Graduate Hospital New Building
- from stalled to complete by new target deadline -

The call came on December 24 - Christmas Eve Day.
"We need your help on a project running late."
  "When is it due?"
    "December 31st."
      "Forget it."
        "No we are telling the owner we can have it done by March 1st and they want an independent analysis to support that date."

Over the next week we built a brand new "recovery schedule" with strictures of "no overtime" and extremely limited key resources.
  The answer was "March 1st is not possible - but April 1st is achievable if everyone will work towards that common goal."

Next came selling this to the full team. A number of subcontractors had walked off the project due to spotty work caused by each working their own agenda. A master schedule was prepared providing "uninterrupted work and a minimum of three days of additional backlog if exceeding our production expectations." Each was given a bar-chart of "their" plan which often required jumping from floor to floor to best coordinate with the other subcontract work to be done, and so that the other subcontractor would make areas ready for them in the coming weeks. The subcontractors bought the "program" and returned to the site.

We walked the site weekly, adjusting the subcontractor weekly bar-charts as required for actual progress, additional coordination between subcontractors, unscheduled change orders and extra work orders as desired by the owner and its lead doctors. Substantial completion was achieved by April 1st - and the first medical procedure was performed April 9th. The hospital was happy and the reputation of the prime contractor restored.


ACTION ITEM: Without the images, output every record exactly as it appears.

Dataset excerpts
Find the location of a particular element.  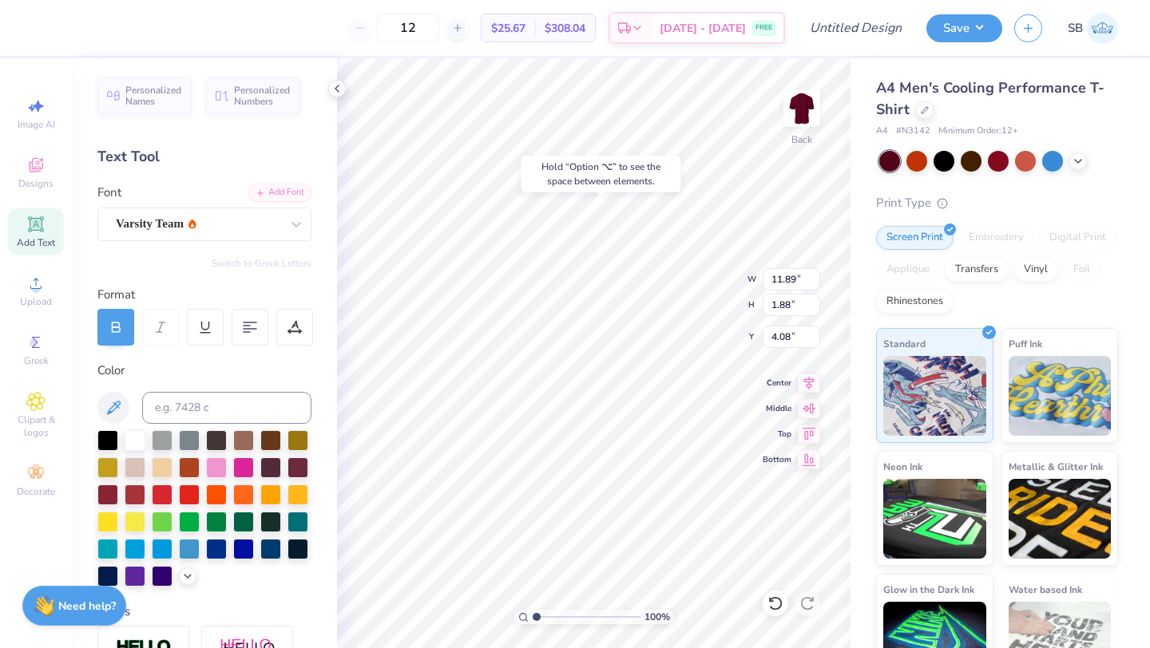

span: A4 Men's Cooling Performance T-Shirt is located at coordinates (990, 98).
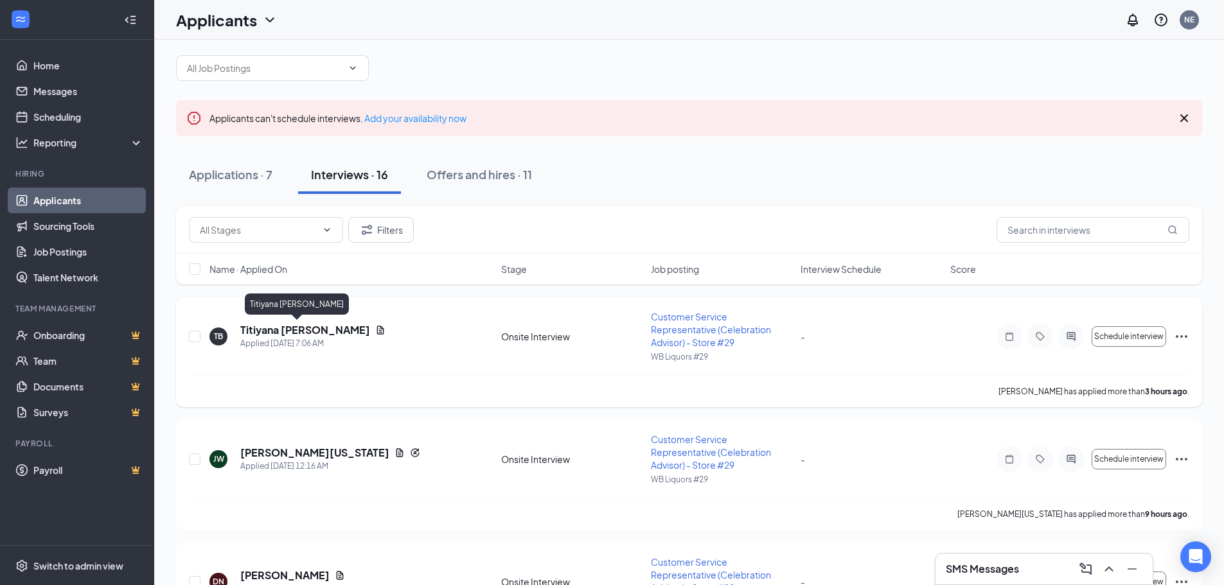  Describe the element at coordinates (22, 143) in the screenshot. I see `svg: Analysis` at that location.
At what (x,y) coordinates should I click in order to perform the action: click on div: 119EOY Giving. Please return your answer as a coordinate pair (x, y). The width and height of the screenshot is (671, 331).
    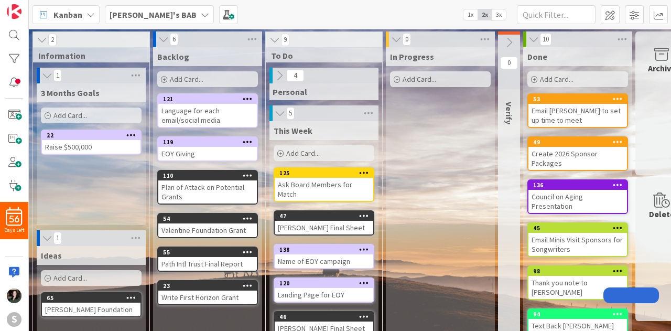
    Looking at the image, I should click on (207, 149).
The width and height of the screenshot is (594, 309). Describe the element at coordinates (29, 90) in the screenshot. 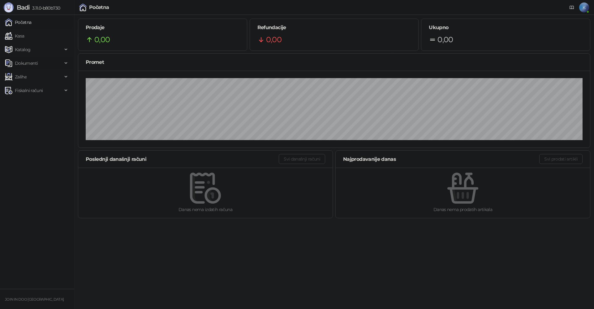

I see `span: Fiskalni računi` at that location.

ANSWER BOX:
Find the location of a particular element.  

span: A4 Men's Cooling Performance T-Shirt is located at coordinates (990, 98).
  Describe the element at coordinates (22, 143) in the screenshot. I see `svg: Analysis` at that location.
At what (x,y) coordinates should I click in order to perform the action: click on div: 119EOY Giving. Please return your answer as a coordinate pair (x, y). The width and height of the screenshot is (671, 331).
    Looking at the image, I should click on (207, 149).
The width and height of the screenshot is (594, 309). Describe the element at coordinates (29, 90) in the screenshot. 

I see `span: Fiskalni računi` at that location.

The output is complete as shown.